Pick your favorite stat
“As of Friday evening,” ABC continued, “California had an infection rate of 61.1 cases per 100,000 over the past week.” In contrast, Montana, Wyoming, Idaho and Alaska, all of which oppose vaccine mandates, “had the highest rates over the previous seven days, with each above 450 cases per 100,000 people.” Pretty clear, right? Mandate vaccines and your state does better. Not quite.
Depending on which metric you use, you can make almost any case you want. In February, for example, skeptics of mask mandates and lockdowns used the strikingly similar outcomes in California and Florida to defend the latter's lax COVID-19 response. Some public health experts said at the time that the comparison was unfair because it didn't account for differences in housing density or the number of densely populated cities; income level, age and race can also influence outcomes, they argued.
Still, Florida's relative success was clearly unexpected. As Brian C. Castrucci, DrPH, a former director of state health departments in Georgia and Texas, told Healthline in February,
I can’t explain why Florida is not worse off than it is. I don’t know why. We discount that little word novel, right [in novel coronavirus]? We’re still learning a lot about this virus.
By summer, California's situation had improved and some experts attributed that progress to the Golden State's “willingness to adopt new policies throughout the pandemic, including COVID-19 vaccine mandates and, in many counties, indoor mask requirements,” the LA Times Reported last month. Interestingly, population density and other variables were apparently no match for mask and vaccine mandates once California was doing better.
Now that cases and deaths are trending downward in both states, either side can make their argument.
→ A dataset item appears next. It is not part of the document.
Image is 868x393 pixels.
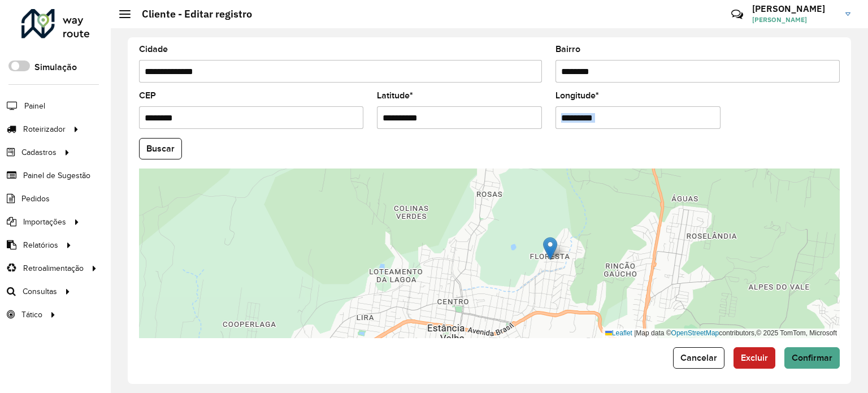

Florida Governor Ron DeSantis recently tweeted that "FL has the lowest COVID rate in the nation," and his critics are pointing to past surges in cases and deaths in response.
Here's another statistic that further complicates ABC's narrative. According to the network's COVID-19 Tracker, Florida and California are neck-and-neck in terms of vaccine coverage, the former sits at 60 percent fully vaccinated, the latter at 61 percent. DeSantis opposes vaccine mandates, so how are these near-identical vaccination rates to be explained? California's “forward-thinking” requirements, to quote ABC's phrasing, can't possibly explain the situation.
Immunity is the common thread
ABC also reported that “having endured the harshest waves of infections last winter and the delta surge in July, formerly infected Californians may have acquired antibodies and more of a natural immunity to COVID-19.” That's certainly correct; infection-acquired immunity appears to be robust. But that has nothing to do with California's vaccination and masking mandates.
Residents with post-infection immunity either got sick before the vaccines were available, chose not to get a shot once they were rolled out, or had a breakthrough infection. Masking obviously didn't protect these individuals either, though compliance with mask mandates in California has been higher than the US average since at least February 2021, according to Carnegie Mellon University.
Put another way, California is putting COVID in check because a growing number of its residents have vaccine- or infection-acquired immunity; this is not a testament to the efficacy of statewide mandates, which have not been implemented yet anyway.
Consistency matters
Scientists and science educators spend a lot of time trying to explain why millions of Americans are skeptical of the infection-control measures so many experts recommend. The proliferation of anti-vaccine advocacy online is an important contributor to the problem, but that isn't the only relevant factor.
As I discussed in a recent story, the public's trust in mainstream news sources is near an all-time low. It's not a coincidence that Americans think so little of the press at the same time that their news feeds are populated by agenda-driven COVID stories full of misleading statistics, like the ABC report we've looked at here. If public health experts want Americans to comply the next time a nasty pathogen rears its head, they need to consistently call out the media's bad behavior.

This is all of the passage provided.